The application programs, the word processor, spreadsheet and the rest, would have to work together more smoothly than they do in most cases on Linux systems today. Students should be able to paste effortlessly between programs.

But this could be done very easily within a structured effort. Different vendors could be involved, but design their systems within clearly defined standards.

Here are a few more details about "The Florida Tablet" as David Rothman and I envision it:

Size: 9 by 7 by 3/4 inches, around the dimensions of a small textbook but slightly larger than your average novel.

RAM: 256M, or enough to run multiple programs very gracefully, especially with Linux in use.
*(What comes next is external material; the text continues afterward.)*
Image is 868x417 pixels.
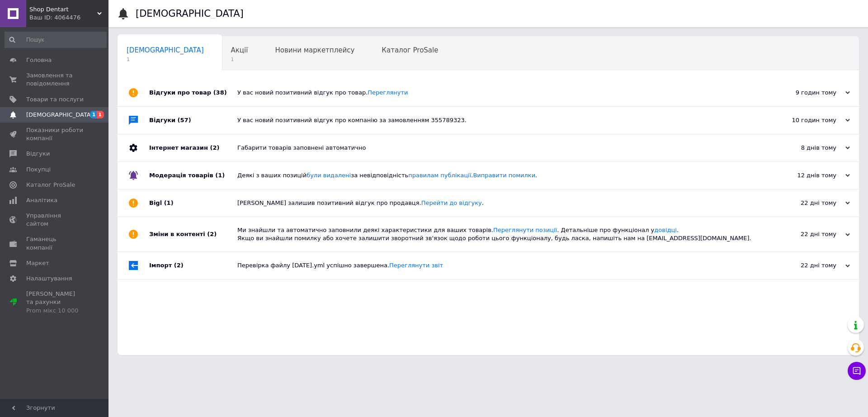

This memory size would also be good for multimedia.

Mass Storage: 20-gigabyte hard drive.

Keyboard: Detachable, as we see it. Of course, the physical configuration could be a foldout arrangement like the Tablet PC's. One other possibility would be to give the unit a carrying case with straps, and the case might house both the main machine and the keyboard.

Handwriting recognition: None--because the costs are too high and the technology isn't quite there yet. So these computers, in other words, would not turn handwriting into regular "type." But the machines would still capture the students' handwriting when they were taking notes in class.

Wireless connection: Compatible with the most popular wi-fi standards.

Especially interesting is how far we've progressed beyond the specs that David wrote in 1992 for the tablet PC (as he saw it existing in 2012). Back then, a gigabyte seemed like an awesome amount of storage. It's good to have underestimated progress. That means that good things can happen sooner than expected.

Like David, I'm a pragmatist. We feel that the taxpayers would get more for their money with Linux. But Windows tablets would be better than none at all, and, in fact, the program could start out in a small way with them--before the prices came down sufficiently.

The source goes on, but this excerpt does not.